Crypto activity was weaker, with transaction revenue falling 47% to $134 million and trading volume dropping 48%. Growth in newer businesses helped offset some of the slowdown, as Robinhood Predictions recorded 8.8 billion contracts traded and revenue from the company’s “other” trading segment rose 320%.
Robinhood Misses Q1 Estimates
Robinhood Markets Inc. (NASDAQ: HOOD) came under pressure in after-hours trading after reporting first-quarter results that missed Wall Street expectations. Over the past 24 hours, HOOD slipped 2.24% to $82.07, after moving in a range between $81.45 to $83.08.
HOOD price over the past 24 hours (Source: CoinCodex)
The company posted earnings per share of $0.38 on revenue of $1.07 billion, missing analyst estimates by 11.6% and 6.1%, respectively. Despite the miss, Robinhood stayed profitable, with net income rising 3% year over year to $346 million.
A major drag on the quarter was the continued decline in crypto activity. Crypto transaction revenue fell 47% from a year earlier to $134 million, down from $252 million, while crypto trading volume dropped 48% to $24 billion. It was also the third consecutive quarter of declining transaction-based crypto revenue.
CEO Vladimir Tenev said the decline was mainly tied to market volatility and changing price conditions, but explained that the company is still committed to blockchain infrastructure and tokenized assets. He described the industry as being at the start of a “tokenization supercycle,” and suggested that Robinhood is ready to stay aggressive in expanding its crypto ecosystem despite weaker near-term trading activity.
Offsetting some of the crypto weakness was strong growth in newer business lines. Robinhood Predictions, the company’s event-contract trading platform powered through Kalshi, delivered record activity with 8.8 billion contracts traded in the quarter. That helped drive a 320% year-over-year increase in revenue from Robinhood’s “other” trading category, which rose to $147 million.
Robinhood also shared that trading activity from Bitstamp, which it acquired in June of 2025, was not included in the crypto segment figures. Bitstamp generated $42 billion in quarterly trading volume, though that was down 13% from the previous quarter.

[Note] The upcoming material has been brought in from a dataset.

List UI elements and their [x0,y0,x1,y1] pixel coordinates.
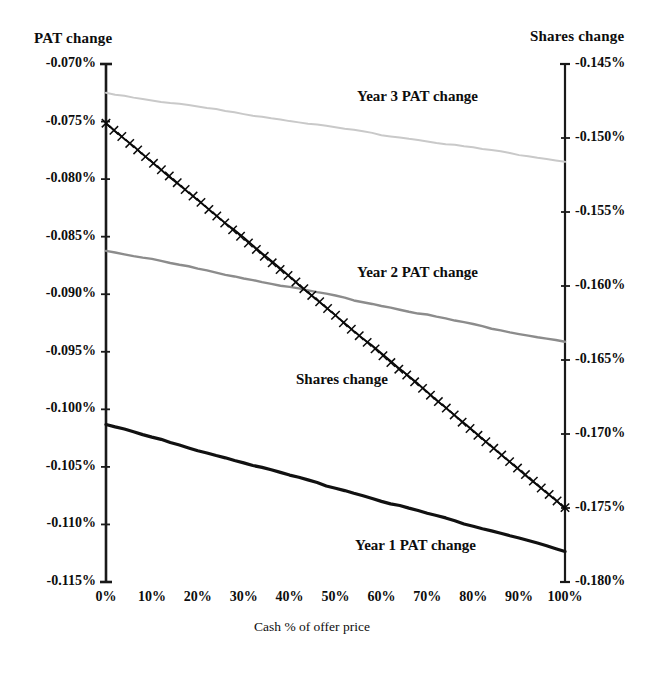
chart-figure: PAT change Shares change Cash % of offer… [0,0,665,678]
plot-area [0,0,665,678]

The mixed results leave Robinhood balancing two narratives: a profitable and diversifying fintech platform with growing alternative revenue streams, and a trading business still vulnerable to cyclical slowdowns in crypto and retail activity. With HOOD shares already soft over the past day and sharply lower after earnings, investors seem a bit more focused on the near-term slowdown than the company’s longer-term expansion plans.